A coalition of California fishing and seafood groups is grappling with environmental groups and animal welfare activists over state legislation to mandate the adoption of ropeless gear in commercial and recreational fisheries to protect whales.
The struggle is closely watched on the East Coast, where Massachusetts state fisheries officials are embarking on a one-year experiment with ropeless or “pop-up” gear aiming to reduce entanglement danger for endangered right whales.
One tack taken by California Dungeness crabbers when talking to state lawmakers is to portray ropeless gear as unreliable – and potentially increasing the danger that lost gear poses to marine mammals.
“We have a pretty strong argument on our side,” said Ben Platt, president of the California Coast Crab Association. “I think the thing that resonates most is that anyone on the fishing industry side worked with pop-up gear thinks it is unworkable.”
“There’s at least a 20 percent failure rate,” said Platt. If used widely that could lead to “tangles of lost gear…not only a huge marine pollution issue,” he said. “That’s really our number-one argument and that’s what they (state legislators) seem to key in on.”
The bill AB 534 has been delayed in legislative committee hearings until April 22, after original sponsor Assembly Member Rob Bonta, D-Oakland, was nominated by Gov. Gavin Newsom for state attorney general. Supporters and opponents of the legislation are waging campaigns by telephone and social media.
“Whales and other marine life have long been exploited by humans, nearing the point of extinction,” said Judie Mancuso, CEO and founder of Social Compassion in Legislation, a political animal advocacy group, in a statement with Bonta when the legislation was introduced in February. “It’s time we prioritize and protect our most magnificent ocean creatures and put whale entanglements in the past.”
The bill’s backers asserted ropeless gear “is the only way to eliminate entanglement risk while permitting crabbing to continue.”
“That’s why I’ve authored this vital bill, which reaffirms California’s commitment to ocean conservation and sustainable crabbing operations, while also making the state a leader in crabbing technology that can be exported and used around the world,” said Bonta.
From the crabbers’ perspective, California should be exporting its success in managing whales and commercial fishing, said Platt.
“This should be a model of how a robust commercial fishery coexists with a recovering endangered species,” said Platt.

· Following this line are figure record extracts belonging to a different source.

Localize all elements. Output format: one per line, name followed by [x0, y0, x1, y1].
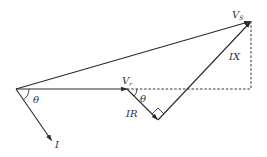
vs-vector [16, 22, 250, 90]
ix-label: IX [228, 51, 241, 62]
current-label: I [54, 139, 60, 150]
ir-label: IR [125, 108, 138, 119]
phasor-diagram: VS Vr IX IR I θ θ [0, 0, 267, 157]
right-angle-marker [152, 108, 164, 120]
theta-label-origin: θ [33, 94, 39, 105]
vr-label: Vr [122, 75, 133, 87]
theta-label-vr: θ [140, 93, 146, 104]
theta-arc-vr [134, 89, 137, 96]
theta-arc-origin [23, 89, 29, 100]
vs-label: VS [232, 9, 243, 21]
ix-vector [158, 22, 251, 120]
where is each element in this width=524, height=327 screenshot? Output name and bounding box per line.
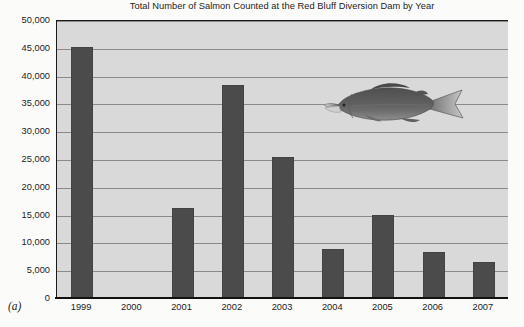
y-axis-tick-label: 5,000 (0, 265, 50, 275)
plot-area (56, 20, 508, 298)
gridline (57, 132, 508, 133)
bar-2002 (222, 85, 244, 299)
panel-label: (a) (8, 300, 21, 312)
y-axis-tick-label: 45,000 (0, 43, 50, 53)
gridline (57, 49, 508, 50)
y-axis-tick-label: 35,000 (0, 98, 50, 108)
y-axis-tick-label: 25,000 (0, 154, 50, 164)
x-axis-line (55, 297, 508, 299)
bar-2003 (272, 157, 294, 299)
bar-2007 (473, 262, 495, 299)
y-axis-tick-label: 10,000 (0, 237, 50, 247)
y-axis-tick-label: 20,000 (0, 182, 50, 192)
y-axis-tick-label: 15,000 (0, 210, 50, 220)
chart-title: Total Number of Salmon Counted at the Re… (56, 1, 508, 11)
x-axis-tick-label: 2007 (453, 302, 513, 312)
figure-panel: Total Number of Salmon Counted at the Re… (0, 0, 524, 327)
bar-2005 (372, 215, 394, 299)
bar-2004 (322, 249, 344, 299)
y-axis-tick-label: 30,000 (0, 126, 50, 136)
y-axis-tick-label: 50,000 (0, 15, 50, 25)
bar-2006 (423, 252, 445, 299)
bar-1999 (71, 47, 93, 299)
gridline (57, 77, 508, 78)
gridline (57, 104, 508, 105)
y-axis-tick-label: 40,000 (0, 71, 50, 81)
gridline (57, 21, 508, 22)
bar-2001 (172, 208, 194, 299)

When the Center for Biological Diversity filed a lawsuit against the state Department of Fish and Wildlife over whale interactions, the humpback whale population was estimated at 2,200 animals, said Platt. Now it’s revised to more than 7,200 with a population growth rate of 8 percent to 10 percent, he said.

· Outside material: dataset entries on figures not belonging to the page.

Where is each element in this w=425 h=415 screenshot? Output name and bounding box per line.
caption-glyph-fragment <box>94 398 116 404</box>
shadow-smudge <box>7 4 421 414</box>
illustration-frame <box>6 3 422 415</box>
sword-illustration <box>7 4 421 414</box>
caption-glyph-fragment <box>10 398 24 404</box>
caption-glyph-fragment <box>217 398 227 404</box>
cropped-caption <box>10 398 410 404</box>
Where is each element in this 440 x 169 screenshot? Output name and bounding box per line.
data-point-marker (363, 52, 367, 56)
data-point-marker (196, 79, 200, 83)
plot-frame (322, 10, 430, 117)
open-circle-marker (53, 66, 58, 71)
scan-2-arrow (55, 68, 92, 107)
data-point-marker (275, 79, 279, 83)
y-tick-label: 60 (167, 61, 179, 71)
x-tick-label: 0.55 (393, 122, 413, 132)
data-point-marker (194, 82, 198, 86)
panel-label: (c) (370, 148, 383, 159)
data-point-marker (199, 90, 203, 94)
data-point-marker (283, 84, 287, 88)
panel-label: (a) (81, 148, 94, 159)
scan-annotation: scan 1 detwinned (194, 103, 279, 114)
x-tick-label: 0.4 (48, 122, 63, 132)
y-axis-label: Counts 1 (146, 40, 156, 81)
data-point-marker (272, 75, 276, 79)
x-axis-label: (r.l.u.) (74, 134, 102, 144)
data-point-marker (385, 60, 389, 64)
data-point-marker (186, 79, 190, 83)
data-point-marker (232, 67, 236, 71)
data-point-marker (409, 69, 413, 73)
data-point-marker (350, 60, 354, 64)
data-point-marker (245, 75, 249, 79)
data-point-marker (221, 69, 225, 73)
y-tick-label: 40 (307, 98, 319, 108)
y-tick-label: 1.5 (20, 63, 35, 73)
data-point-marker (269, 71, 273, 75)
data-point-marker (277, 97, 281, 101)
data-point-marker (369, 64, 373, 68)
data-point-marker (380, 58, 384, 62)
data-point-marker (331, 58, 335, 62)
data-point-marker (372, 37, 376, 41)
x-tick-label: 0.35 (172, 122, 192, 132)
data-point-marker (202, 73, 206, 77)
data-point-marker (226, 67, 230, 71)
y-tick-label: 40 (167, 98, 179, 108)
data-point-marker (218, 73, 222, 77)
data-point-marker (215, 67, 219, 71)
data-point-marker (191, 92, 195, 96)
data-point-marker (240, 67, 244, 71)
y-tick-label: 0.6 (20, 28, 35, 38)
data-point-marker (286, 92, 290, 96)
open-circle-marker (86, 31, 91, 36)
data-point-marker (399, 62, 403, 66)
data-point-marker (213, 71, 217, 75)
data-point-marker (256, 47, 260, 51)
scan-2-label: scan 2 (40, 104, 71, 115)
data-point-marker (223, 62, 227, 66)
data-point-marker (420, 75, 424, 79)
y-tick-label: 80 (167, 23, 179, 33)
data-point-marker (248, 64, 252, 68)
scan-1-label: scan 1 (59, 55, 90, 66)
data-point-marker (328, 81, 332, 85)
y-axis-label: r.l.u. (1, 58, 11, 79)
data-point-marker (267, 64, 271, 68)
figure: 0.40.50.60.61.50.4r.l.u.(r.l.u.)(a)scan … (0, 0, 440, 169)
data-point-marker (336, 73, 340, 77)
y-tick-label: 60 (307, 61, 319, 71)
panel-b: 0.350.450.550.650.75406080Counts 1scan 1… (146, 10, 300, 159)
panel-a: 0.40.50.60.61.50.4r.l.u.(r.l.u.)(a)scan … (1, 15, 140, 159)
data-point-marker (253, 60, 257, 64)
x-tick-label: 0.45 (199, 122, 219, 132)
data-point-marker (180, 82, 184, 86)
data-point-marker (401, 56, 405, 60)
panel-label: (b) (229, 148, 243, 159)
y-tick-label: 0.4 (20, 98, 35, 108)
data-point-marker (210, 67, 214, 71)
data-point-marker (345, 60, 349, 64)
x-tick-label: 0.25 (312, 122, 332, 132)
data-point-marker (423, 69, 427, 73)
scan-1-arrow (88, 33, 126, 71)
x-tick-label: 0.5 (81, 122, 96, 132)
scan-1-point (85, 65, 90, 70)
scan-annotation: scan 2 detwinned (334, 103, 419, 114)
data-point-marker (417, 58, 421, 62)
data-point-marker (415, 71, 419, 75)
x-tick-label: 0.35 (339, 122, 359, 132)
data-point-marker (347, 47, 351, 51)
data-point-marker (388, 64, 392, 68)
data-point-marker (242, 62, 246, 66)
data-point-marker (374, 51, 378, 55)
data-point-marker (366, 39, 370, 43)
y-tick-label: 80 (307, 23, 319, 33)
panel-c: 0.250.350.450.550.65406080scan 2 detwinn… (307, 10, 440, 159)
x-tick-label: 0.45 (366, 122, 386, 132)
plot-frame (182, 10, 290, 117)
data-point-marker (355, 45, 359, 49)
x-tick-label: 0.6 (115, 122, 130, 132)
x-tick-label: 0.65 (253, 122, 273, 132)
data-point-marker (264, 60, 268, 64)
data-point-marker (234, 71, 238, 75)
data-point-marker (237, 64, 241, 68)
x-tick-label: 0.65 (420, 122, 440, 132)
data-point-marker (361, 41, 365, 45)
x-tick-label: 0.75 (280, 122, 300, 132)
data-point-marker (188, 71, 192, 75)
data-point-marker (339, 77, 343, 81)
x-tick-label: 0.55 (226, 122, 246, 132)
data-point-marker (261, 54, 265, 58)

The last confirmed interaction was in the 2020 season when a whale was released unharmed, said Platt: “Even with an occasional interaction, we’re a blip.”
In an April 1 statement the California Coastal Crab Association broke down the financial impact of ropeless gear at “between $720 and $2,500 per device.

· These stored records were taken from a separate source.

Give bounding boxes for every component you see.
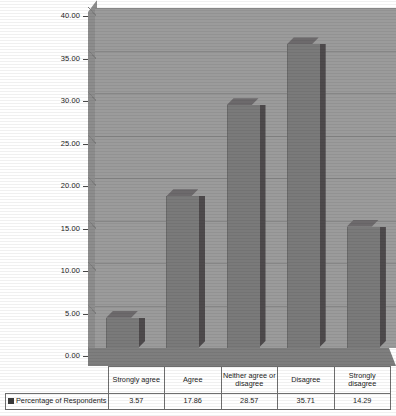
- y-axis-label: 20.00: [14, 182, 80, 190]
- y-axis-tick: [83, 271, 88, 272]
- table-corner-cell: [6, 367, 109, 394]
- table-header-cell-4: Strongly disagree: [334, 367, 391, 394]
- y-axis-tick: [83, 16, 88, 17]
- table-value-cell-4: 14.29: [334, 394, 391, 410]
- y-axis-tick: [83, 229, 88, 230]
- table-value-cell-2: 28.57: [221, 394, 278, 410]
- bar-side-face: [198, 196, 205, 348]
- y-axis-label: 30.00: [14, 97, 80, 105]
- data-table: Strongly agree Agree Neither agree or di…: [5, 366, 391, 410]
- y-axis-tick: [83, 314, 88, 315]
- y-axis-tick: [83, 144, 88, 145]
- table-header-cell-0: Strongly agree: [108, 367, 165, 394]
- y-axis-tick: [83, 186, 88, 187]
- gridline-connector: [88, 135, 96, 144]
- gridline: [95, 8, 396, 9]
- bar-front-face: [347, 227, 380, 348]
- plot-floor: [88, 348, 396, 366]
- gridline-connector: [88, 305, 96, 314]
- table-value-cell-0: 3.57: [108, 394, 165, 410]
- bar-front-face: [227, 105, 260, 348]
- bar-front-face: [106, 318, 139, 348]
- bar-1: [166, 196, 198, 348]
- gridline-connector: [88, 50, 96, 59]
- bar-front-face: [166, 196, 199, 348]
- plot-area: [95, 0, 396, 366]
- bar-4: [347, 227, 379, 348]
- table-header-cell-3: Disagree: [278, 367, 335, 394]
- table-header-cell-2: Neither agree or disagree: [221, 367, 278, 394]
- y-axis-tick: [83, 101, 88, 102]
- y-axis-label: 15.00: [14, 225, 80, 233]
- bar-side-face: [319, 44, 326, 348]
- bar-side-face: [379, 227, 386, 348]
- y-axis-label: 25.00: [14, 140, 80, 148]
- table-value-cell-1: 17.86: [165, 394, 222, 410]
- bar-3: [287, 44, 319, 348]
- y-axis-label: 10.00: [14, 267, 80, 275]
- gridline-connector: [88, 220, 96, 229]
- table-value-row: Percentage of Respondents 3.57 17.86 28.…: [6, 394, 391, 410]
- bar-side-face: [259, 105, 266, 348]
- y-axis-label: 35.00: [14, 55, 80, 63]
- gridline: [95, 93, 396, 94]
- gridline-connector: [88, 92, 96, 101]
- chart-page: 0.005.0010.0015.0020.0025.0030.0035.0040…: [0, 0, 396, 416]
- table-header-row: Strongly agree Agree Neither agree or di…: [6, 367, 391, 394]
- y-axis-label: 0.00: [14, 352, 80, 360]
- y-axis-tick: [83, 356, 88, 357]
- gridline-connector: [88, 262, 96, 271]
- gridline-connector: [88, 7, 96, 16]
- bar-front-face: [287, 44, 320, 348]
- y-axis-label: 5.00: [14, 310, 80, 318]
- bar-0: [106, 318, 138, 348]
- table-value-cell-3: 35.71: [278, 394, 335, 410]
- y-axis-tick: [83, 59, 88, 60]
- bar-2: [227, 105, 259, 348]
- y-axis-label: 40.00: [14, 12, 80, 20]
- square-swatch-icon: [8, 398, 14, 404]
- table-header-cell-1: Agree: [165, 367, 222, 394]
- legend-entry: Percentage of Respondents: [6, 394, 109, 410]
- gridline: [95, 51, 396, 52]
- legend-label: Percentage of Respondents: [16, 396, 106, 405]
- gridline-connector: [88, 177, 96, 186]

"This means that a permit owner with a 500-trap tier allotment must spend between $360,000 and $1,255,000 to switch from the existing gear to ‘pop-up’ gear. By comparison, a 500-trap allotment today, including all traps, lines, buoys, and bait jars, will cost between $80,000 and $125,000.”
The association has brought seafood dealers, retailers and even recreational and charter fishing operators into its lobbying effort, said Platt.
“I’ve been buying and selling live crabs for more than a decade, including year-round delivery to many Asian restaurants and seafood markets in Assembly Member Bonta’s own district, and I can tell you his bill will make it extremely challenging for all of us to survive economically,” said George Lay, owner of Ocean King Fish, in a joint statement with the association. “The Asian community is all about traditions, especially live Dungeness crab; it’s at every family gathering. AB 534 will price live crab out of reach for a lot of families, essentially killing this tradition and many businesses in the process.”
With requirements that already surpass federal protections, California’s state policy is zero interactions.
“We are on board with the idea of trying to get there,” with the crabbers’ own ideas such as potentially longlining pots and recovery by grapple, said Platt. “But they have to let us do it.”